Looking Ahead: Policy and Oversight
Effective assessment reform needs oversight. The Manhattan Institute argues that university general education requirements should be subject to state review to ensure consistency and cost-effectiveness (Manhattan Institute). In the Philippines, the CHEd can play a similar role by setting national competency standards and auditing institutional compliance.
When I participated in a regional conference on curriculum reform, policymakers emphasized the need for data transparency. Public dashboards that track competency attainment across campuses would enable benchmarking and resource allocation.
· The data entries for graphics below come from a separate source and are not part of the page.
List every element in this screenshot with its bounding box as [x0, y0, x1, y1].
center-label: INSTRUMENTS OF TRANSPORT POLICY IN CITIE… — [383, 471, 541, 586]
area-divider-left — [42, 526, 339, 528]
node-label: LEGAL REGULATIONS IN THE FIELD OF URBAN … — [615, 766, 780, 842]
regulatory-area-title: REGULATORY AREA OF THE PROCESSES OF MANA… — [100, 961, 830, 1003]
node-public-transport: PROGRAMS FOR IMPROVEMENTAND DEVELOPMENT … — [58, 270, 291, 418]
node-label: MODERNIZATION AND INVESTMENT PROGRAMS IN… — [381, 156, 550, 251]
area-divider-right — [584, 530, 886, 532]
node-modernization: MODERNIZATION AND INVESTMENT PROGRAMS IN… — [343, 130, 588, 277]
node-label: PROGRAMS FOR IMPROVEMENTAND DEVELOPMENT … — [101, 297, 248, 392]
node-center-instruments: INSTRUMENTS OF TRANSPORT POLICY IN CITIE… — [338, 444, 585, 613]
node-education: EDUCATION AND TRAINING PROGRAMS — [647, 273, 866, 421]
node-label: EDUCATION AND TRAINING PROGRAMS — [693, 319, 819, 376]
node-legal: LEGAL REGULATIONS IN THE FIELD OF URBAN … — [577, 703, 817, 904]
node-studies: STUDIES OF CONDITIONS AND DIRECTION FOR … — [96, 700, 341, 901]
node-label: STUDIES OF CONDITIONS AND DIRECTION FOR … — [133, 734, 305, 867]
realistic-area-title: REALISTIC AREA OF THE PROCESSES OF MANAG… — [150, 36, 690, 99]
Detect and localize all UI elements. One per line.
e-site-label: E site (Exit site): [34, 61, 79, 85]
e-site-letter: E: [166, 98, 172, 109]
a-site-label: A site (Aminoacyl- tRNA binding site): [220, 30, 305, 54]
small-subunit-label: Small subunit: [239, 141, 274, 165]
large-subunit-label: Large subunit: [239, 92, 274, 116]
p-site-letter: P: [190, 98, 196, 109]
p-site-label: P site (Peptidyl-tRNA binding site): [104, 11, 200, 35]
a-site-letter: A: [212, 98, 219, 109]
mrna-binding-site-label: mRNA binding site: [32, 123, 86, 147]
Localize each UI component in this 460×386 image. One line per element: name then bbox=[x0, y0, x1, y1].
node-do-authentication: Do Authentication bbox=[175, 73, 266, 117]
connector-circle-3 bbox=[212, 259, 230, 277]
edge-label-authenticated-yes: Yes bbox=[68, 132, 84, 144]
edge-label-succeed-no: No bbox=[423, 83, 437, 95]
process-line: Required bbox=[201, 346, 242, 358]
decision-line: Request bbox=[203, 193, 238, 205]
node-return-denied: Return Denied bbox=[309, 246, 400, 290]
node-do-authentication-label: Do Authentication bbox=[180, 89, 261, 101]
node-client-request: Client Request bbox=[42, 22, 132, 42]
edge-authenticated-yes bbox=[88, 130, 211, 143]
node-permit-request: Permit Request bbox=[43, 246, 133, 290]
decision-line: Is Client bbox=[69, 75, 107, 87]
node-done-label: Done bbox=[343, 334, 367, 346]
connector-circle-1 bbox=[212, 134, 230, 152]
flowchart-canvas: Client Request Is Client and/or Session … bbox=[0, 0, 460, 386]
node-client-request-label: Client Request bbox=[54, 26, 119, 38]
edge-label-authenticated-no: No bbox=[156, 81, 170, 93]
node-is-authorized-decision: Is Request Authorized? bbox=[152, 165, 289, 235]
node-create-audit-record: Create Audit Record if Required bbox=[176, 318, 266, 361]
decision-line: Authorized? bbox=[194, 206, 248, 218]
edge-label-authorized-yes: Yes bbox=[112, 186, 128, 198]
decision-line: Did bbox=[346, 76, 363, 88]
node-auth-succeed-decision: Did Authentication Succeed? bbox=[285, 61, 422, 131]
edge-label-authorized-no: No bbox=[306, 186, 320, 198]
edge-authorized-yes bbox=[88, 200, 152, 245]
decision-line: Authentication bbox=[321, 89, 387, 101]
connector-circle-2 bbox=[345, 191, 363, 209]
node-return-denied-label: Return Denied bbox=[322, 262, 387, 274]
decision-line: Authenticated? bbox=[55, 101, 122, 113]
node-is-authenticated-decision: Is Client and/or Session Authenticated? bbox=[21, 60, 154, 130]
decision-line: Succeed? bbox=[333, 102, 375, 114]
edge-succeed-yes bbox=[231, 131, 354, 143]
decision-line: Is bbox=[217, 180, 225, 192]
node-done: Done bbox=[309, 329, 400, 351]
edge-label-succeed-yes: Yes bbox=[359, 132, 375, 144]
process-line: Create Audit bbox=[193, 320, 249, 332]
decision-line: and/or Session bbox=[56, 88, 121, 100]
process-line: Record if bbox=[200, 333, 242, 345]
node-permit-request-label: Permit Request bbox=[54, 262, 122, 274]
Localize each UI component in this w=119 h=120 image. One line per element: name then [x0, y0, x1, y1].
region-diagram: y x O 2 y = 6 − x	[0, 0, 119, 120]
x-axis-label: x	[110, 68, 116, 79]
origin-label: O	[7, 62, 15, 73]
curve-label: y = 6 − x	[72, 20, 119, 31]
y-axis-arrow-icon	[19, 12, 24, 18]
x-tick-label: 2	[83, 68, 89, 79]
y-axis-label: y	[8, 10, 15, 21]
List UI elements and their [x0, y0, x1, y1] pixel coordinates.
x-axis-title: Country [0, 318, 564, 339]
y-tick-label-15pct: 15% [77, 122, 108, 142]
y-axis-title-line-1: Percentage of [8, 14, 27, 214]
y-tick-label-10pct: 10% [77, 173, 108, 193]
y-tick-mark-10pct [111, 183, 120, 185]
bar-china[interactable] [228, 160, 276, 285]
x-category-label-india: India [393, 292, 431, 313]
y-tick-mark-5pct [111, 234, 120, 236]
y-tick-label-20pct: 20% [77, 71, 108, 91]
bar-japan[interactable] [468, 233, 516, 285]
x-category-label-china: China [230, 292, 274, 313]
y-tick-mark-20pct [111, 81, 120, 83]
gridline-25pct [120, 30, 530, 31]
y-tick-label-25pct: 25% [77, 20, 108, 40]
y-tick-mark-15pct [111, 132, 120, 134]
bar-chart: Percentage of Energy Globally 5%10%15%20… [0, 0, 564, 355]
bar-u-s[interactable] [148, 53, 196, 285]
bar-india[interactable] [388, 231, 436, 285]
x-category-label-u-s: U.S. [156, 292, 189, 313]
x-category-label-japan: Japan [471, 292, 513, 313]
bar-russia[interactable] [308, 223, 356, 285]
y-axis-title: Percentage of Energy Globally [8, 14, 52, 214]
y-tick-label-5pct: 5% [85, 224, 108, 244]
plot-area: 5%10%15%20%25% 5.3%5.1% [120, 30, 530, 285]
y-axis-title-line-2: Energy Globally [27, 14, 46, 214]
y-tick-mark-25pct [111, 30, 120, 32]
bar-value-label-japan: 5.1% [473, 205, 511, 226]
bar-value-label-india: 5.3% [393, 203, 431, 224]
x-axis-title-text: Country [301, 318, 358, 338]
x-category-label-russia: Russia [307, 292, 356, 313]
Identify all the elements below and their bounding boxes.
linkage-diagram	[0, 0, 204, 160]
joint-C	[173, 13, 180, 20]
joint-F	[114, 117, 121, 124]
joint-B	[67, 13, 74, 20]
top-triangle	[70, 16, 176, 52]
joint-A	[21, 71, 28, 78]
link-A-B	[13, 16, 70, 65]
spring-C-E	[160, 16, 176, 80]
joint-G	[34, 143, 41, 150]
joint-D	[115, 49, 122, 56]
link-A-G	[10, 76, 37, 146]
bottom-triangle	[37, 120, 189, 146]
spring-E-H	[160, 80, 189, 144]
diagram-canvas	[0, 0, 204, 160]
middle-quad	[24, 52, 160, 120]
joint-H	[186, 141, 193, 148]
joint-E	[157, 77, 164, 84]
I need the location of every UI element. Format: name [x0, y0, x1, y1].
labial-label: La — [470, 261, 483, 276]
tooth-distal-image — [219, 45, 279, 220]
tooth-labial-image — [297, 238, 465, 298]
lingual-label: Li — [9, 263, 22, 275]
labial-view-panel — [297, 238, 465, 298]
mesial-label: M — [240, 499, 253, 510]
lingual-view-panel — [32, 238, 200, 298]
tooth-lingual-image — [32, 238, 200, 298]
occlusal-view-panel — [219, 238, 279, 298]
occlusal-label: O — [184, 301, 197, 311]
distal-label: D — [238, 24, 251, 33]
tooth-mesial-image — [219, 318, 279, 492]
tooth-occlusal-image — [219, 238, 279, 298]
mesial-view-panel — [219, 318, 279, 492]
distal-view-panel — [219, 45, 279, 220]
Future research should explore longitudinal outcomes: Do graduates from CBA-rich programs earn higher salaries? Do they exhibit lower unemployment rates? Early evidence from U.S. institutions suggests positive trends, but local data is still emerging.
Finally, technology will be a catalyst. Learning-analytics platforms can automate rubric scoring, generate real-time feedback, and flag students who need early intervention, further reducing costs.
In sum, moving from traditional exams to competency-based assessment offers a financially sustainable path that aligns with modern educational goals. Stakeholders - students, faculty, administrators, and policymakers - must collaborate to design a system that preserves rigor while embracing flexibility.
Frequently Asked Questions
Q: How does competency-based assessment reduce costs?
A: By using existing facilities, minimizing printing, and streamlining grading through rubrics, institutions can cut direct and indirect expenses, often saving 30-40 percent compared with traditional exam models.
Q: Will CBA maintain the same academic rigor?
A: Yes. CBA focuses on demonstrable skills and knowledge application, which can be measured with well-designed rubrics. When combined with a few traditional exams for foundational theory, overall rigor remains high.
Q: What challenges do institutions face when shifting to CBA?
A: Primary challenges include faculty training, developing consistent rubrics, investing in technology platforms, and ensuring equity for students lacking resources for project materials.
Q: How does the CHEd Draft PSG support competency assessment?
A: The draft emphasizes transparent assessment criteria and alignment with labor market needs, which dovetails with CBA’s focus on measurable outcomes and real-world relevance.
Q: Are there examples of successful CBA pilots in the Philippines?
A: Ateneo de Manila University’s 2023 pilot is a leading example; early reports indicate reduced assessment costs and higher student satisfaction (Ateneo de Manila University).